Introducing RichFaces
Check this link for help in setting up RichFaces in your project.
I like the use of ui:include better than inserting h:panelBoxes like here:
<ui:fragment rendered="#{myBean.yourCondition()}">
<ui:include src="viewA.xhtml"/>
</ui:fragment>
<ui:fragment rendered="#{not myBean.yourCondition()}">
<ui:include src="viewB.xhtml"/>
</ui:fragment>
Advantage: Tag handlers do not represent components and never become a part of the component tree once the view has been built. It won't interefere with your CSS - the h:panelBox, in contrary, inserts a div or span.
... Another approach would be c:choose, which works but can cause render phases issues.
<c:choose>
<c:when test="#{myBean.yourCondition()}">
<ui:include src="viewA.xhtml"/>
</c:when>
<c:otherwise>
<ui:include src="viewB.xhtml"/>
</c:otherwise>
</c:choose>
Caution: When fiddling with tag handlers (like any c:xxx), be sure to know the difference between UI Components and Tag Handlers. Namely that UI Components and Tag Handlers are renderend in different phases. That implies that you cannot create a variable in a composite component and use it in a nested tag handler. c:choose and ui:include are both tag handlers, so normally it's not a problem. Read the link, it's a very short example and very insightful.
I would like my page to be user friendly as much as possible and I have an idea but its a little bit harder in the way I want to solve it.
I'm using primefaces and I would like to have a selectOneMenu element which changes to just an outputText with the value of the selected variable in the selectOneMenu. Anyone have some nifty ideas?
This can be done with ajax and partial rendering. Here is a sketch of my idea (untested and in plain JSF):
<h:panelGroup id="wrapper">
<h:selectOneMenu value="#{myBean.myValue}"
rendered="#{myBean.myValue == someInitialValue}" ...>
<f:ajax render="wrapper"/>
... (your select items here)
</h:selectOneMenu>
<h:outputText value="#{myBean.myValue}"
rendered="#{myBean.myValue != someInitialValue}" .../>
</h:panelGroup>
And that's what it does:
The value of h:selectOneMenu will be initialized and the menu will be rendered only if it is the initial value.
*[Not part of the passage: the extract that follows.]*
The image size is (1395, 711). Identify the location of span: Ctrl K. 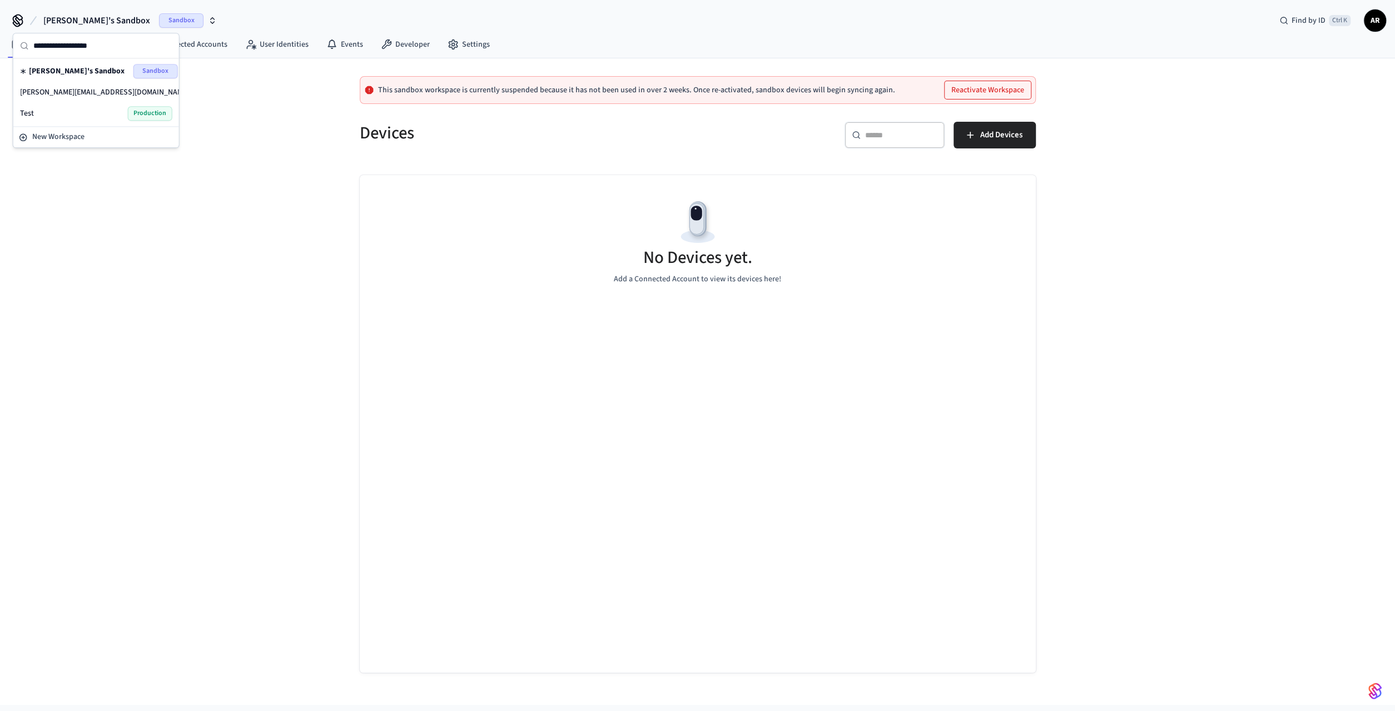
(1339, 21).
On change of the value, the surrounding panelgroup will be re-rendered, hides the menu and lets the h:outputText appear.
You need a wrapping panelGroup for this because the outputText is not there at page load. If your form is small you could also render=#form or any other surrounding container instead. Then you wouldn't need the wrapper.
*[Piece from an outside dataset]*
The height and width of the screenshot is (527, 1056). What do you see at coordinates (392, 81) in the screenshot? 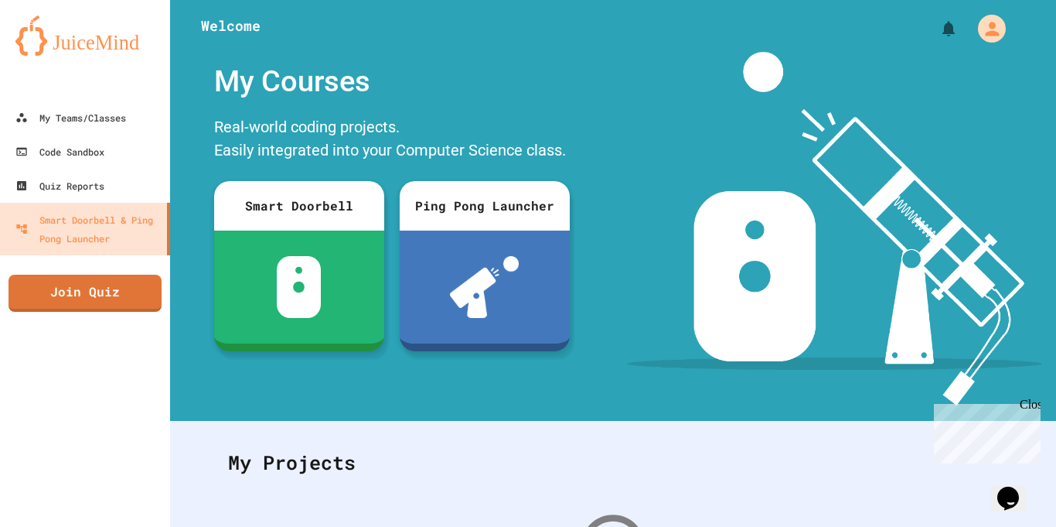
I see `div: My Courses` at bounding box center [392, 81].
PrimeFaces's CommandButton allows to specify an icon:
<p:commandButton value="Press me" icon="redBall" ... />
However, I need to enable/disable the icon depending on a JSF managed bean property.
I tried
<p:commandButton value="Press me" icon="#{bean.iconClass}" ... />
This works for choosing different icons, but does not allow to disable the icon altogether (i.e. get the same rendering like without the icon= attribute). I can return an empty string in getIconClass(), but PrimeFaces will still render the extra <span> for the icon inside the button, and CSS styling causes this span to be visible with a default icon.
Is there a way to tell PrimeFaces "I want no icon at all" (other than taking out the icon= attribute altogether)?
I can think of 2 ways without duplicating the button.
Supply the icon as <f:attribute> which is conditionally added by <c:if>.
<p:commandButton ...>
<c:if test="#{not empty bean.icon}"><f:attribute name="icon" value="#{bean.icon}" /></c:if>
</p:commandButton>
Set a style class which hides the icon altogether and supply it conditionally.
.hideicon .ui-icon { display: none; }
.hideicon .ui-button-text { padding-left: 1em; }
with
<p:commandButton ... icon="#{bean.icon}" styleClass="#{empty bean.icon ? 'hideicon' : ''}" />
A lame workaround would be to have 2 commandbuttons. One with icon definition and one without. And then render the correct one.